There's a right way and a wrong way to ship a car cheaply. The wrong way is chasing the lowest headline quote, which usually backfires into a pickup-day price hike. The right way is stacking a handful of legitimate levers — open transport, flexible timing, off-season scheduling, smart pickup choices, and early booking — that together can cut your cost by 30% to 50% without sacrificing reliability. This guide walks through each lever in order of impact, then explains the false economy that traps first-time shippers.
For the full picture of what sets your price in the first place, start with our main car shipping cost guide. This page is about pushing that price down honestly.
1. Choose open transport
This is the biggest single lever. Open transport — your car on an exposed multi-car trailer — costs 30–60% less than enclosed, and it's how the vast majority of vehicles, including brand-new cars from factories, are moved every day. Unless you're shipping a classic, exotic, or genuinely high-value vehicle, open is the obvious choice and saves the most money outright. On a cross-country move, choosing open over enclosed can put $500–$900 back in your pocket. The enclosed cost guide covers the exceptions where the premium is worth it; for everything else, open is the cheapest reliable option.
2. Stay flexible on your dates
Flexibility is the lever most people underestimate. When you give a carrier a firm "must pick up Tuesday" demand, they have to prioritize your load over more convenient ones, and you pay for that priority. When you offer a flexible window — "anytime in the next week or two" — a carrier can fit your car onto a truck already running your lane, filling a slot they'd otherwise waste. That efficiency gets passed to you as a lower rate.
Booking at least two weeks ahead amplifies this: it gives more drivers a chance to bid on your shipment as they plan routes, which increases competition for your load. Flexible dates plus early booking is the combination that consistently produces the best price.
3. Ship in the off-season
Auto transport prices swing with demand across the year. Summer and late spring are the busiest and priciest; the dead of winter — roughly January into early March — brings the lowest rates of the year. The same route that costs $1,200 in July might run $800 in January. If your timing has any give, shipping in the off-season is one of the most reliable ways to save real money. Our best time of year to ship a car guide maps the seasonal calendar in detail, including the direction-of-travel effect that can save even more.
4. Be smart about pickup and delivery
Two related choices here. First, door-to-door is the convenient default, but if there's a terminal near both ends of your move, terminal-to-terminal can be cheaper — though terminals are increasingly rare and add storage hassle, a trade-off we weigh in the door-to-door vs. terminal guide. Second, and more practically: if you're shipping to or from a rural address, offering to meet the driver at a large, accessible spot near a major highway — a mall or big-box parking lot off the interstate — can shave the $100–$300 detour premium carriers charge to reach hard-to-access locations. The distance and route guide explains that premium.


__EXERCISE PROMPT__.
Nothing but the pictures is dropped; write out all the remaining data below exactly.
=== Begin Enclosure ===
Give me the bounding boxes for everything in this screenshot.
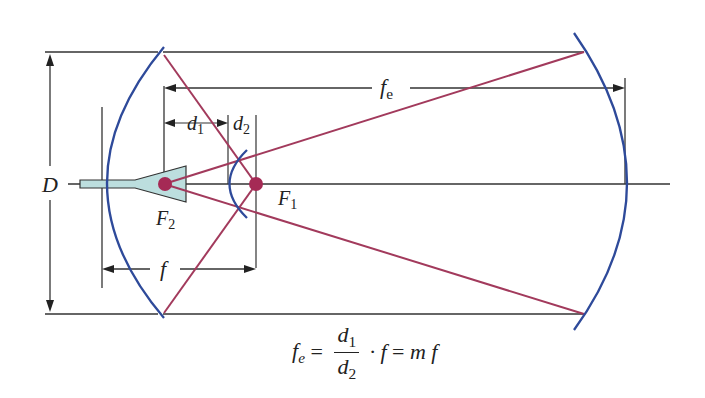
arrow-up-icon — [46, 54, 54, 66]
focal-length-formula: fe = d1 d2 · f = m f — [292, 322, 437, 382]
formula-numerator: d1 — [334, 322, 359, 353]
arrow-right-icon — [244, 265, 256, 273]
formula-lhs: fe — [292, 338, 305, 367]
arrow-left-icon — [102, 265, 114, 273]
formula-equals-2: = — [387, 339, 410, 365]
large-right-mirror — [574, 33, 627, 330]
arrow-left-icon — [164, 84, 176, 92]
ray-bottom-incoming-to-f1 — [164, 184, 256, 313]
focal-length-label: f — [160, 258, 166, 280]
ray-f2-to-bottom-right — [164, 184, 584, 314]
primary-focus-label: F1 — [278, 188, 297, 212]
ray-f2-to-top-right — [164, 52, 584, 184]
d1-label: d1 — [187, 113, 204, 137]
d2-label: d2 — [233, 113, 250, 137]
formula-rhs: m f — [410, 339, 438, 365]
effective-focal-length-label: fe — [380, 76, 393, 101]
arrow-down-icon — [46, 300, 54, 312]
formula-equals: = — [305, 339, 328, 365]
cassegrain-diagram: D fe d1 d2 F1 F2 f fe = d1 d2 · f = m f — [0, 0, 705, 398]
arrow-left-icon — [164, 119, 175, 127]
aperture-label: D — [42, 174, 58, 196]
arrow-right-icon — [613, 84, 625, 92]
formula-dot: · — [369, 339, 376, 365]
arrow-right-icon — [217, 119, 228, 127]
primary-focus-dot — [249, 177, 263, 191]
formula-fraction: d1 d2 — [334, 322, 359, 382]
secondary-focus-label: F2 — [156, 208, 175, 232]
secondary-focus-dot — [158, 177, 172, 191]
formula-denominator: d2 — [334, 353, 359, 383]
=== End Enclosure ===
__RESPONSE TO THE EXERCISE__.
Give me the bounding boxes for everything in this screenshot.
arrow-up-icon — [46, 54, 54, 66]
focal-length-formula: fe = d1 d2 · f = m f — [292, 322, 437, 382]
formula-numerator: d1 — [334, 322, 359, 353]
arrow-right-icon — [244, 265, 256, 273]
formula-lhs: fe — [292, 338, 305, 367]
arrow-left-icon — [102, 265, 114, 273]
formula-equals-2: = — [387, 339, 410, 365]
large-right-mirror — [574, 33, 627, 330]
arrow-left-icon — [164, 84, 176, 92]
ray-bottom-incoming-to-f1 — [164, 184, 256, 313]
focal-length-label: f — [160, 258, 166, 280]
ray-f2-to-bottom-right — [164, 184, 584, 314]
primary-focus-label: F1 — [278, 188, 297, 212]
ray-f2-to-top-right — [164, 52, 584, 184]
d1-label: d1 — [187, 113, 204, 137]
d2-label: d2 — [233, 113, 250, 137]
formula-rhs: m f — [410, 339, 438, 365]
effective-focal-length-label: fe — [380, 76, 393, 101]
arrow-down-icon — [46, 300, 54, 312]
formula-equals: = — [305, 339, 328, 365]
cassegrain-diagram: D fe d1 d2 F1 F2 f fe = d1 d2 · f = m f — [0, 0, 705, 398]
arrow-left-icon — [164, 119, 175, 127]
aperture-label: D — [42, 174, 58, 196]
arrow-right-icon — [613, 84, 625, 92]
formula-dot: · — [369, 339, 376, 365]
arrow-right-icon — [217, 119, 228, 127]
primary-focus-dot — [249, 177, 263, 191]
formula-fraction: d1 d2 — [334, 322, 359, 382]
secondary-focus-label: F2 — [156, 208, 175, 232]
secondary-focus-dot — [158, 177, 172, 191]
formula-denominator: d2 — [334, 353, 359, 383]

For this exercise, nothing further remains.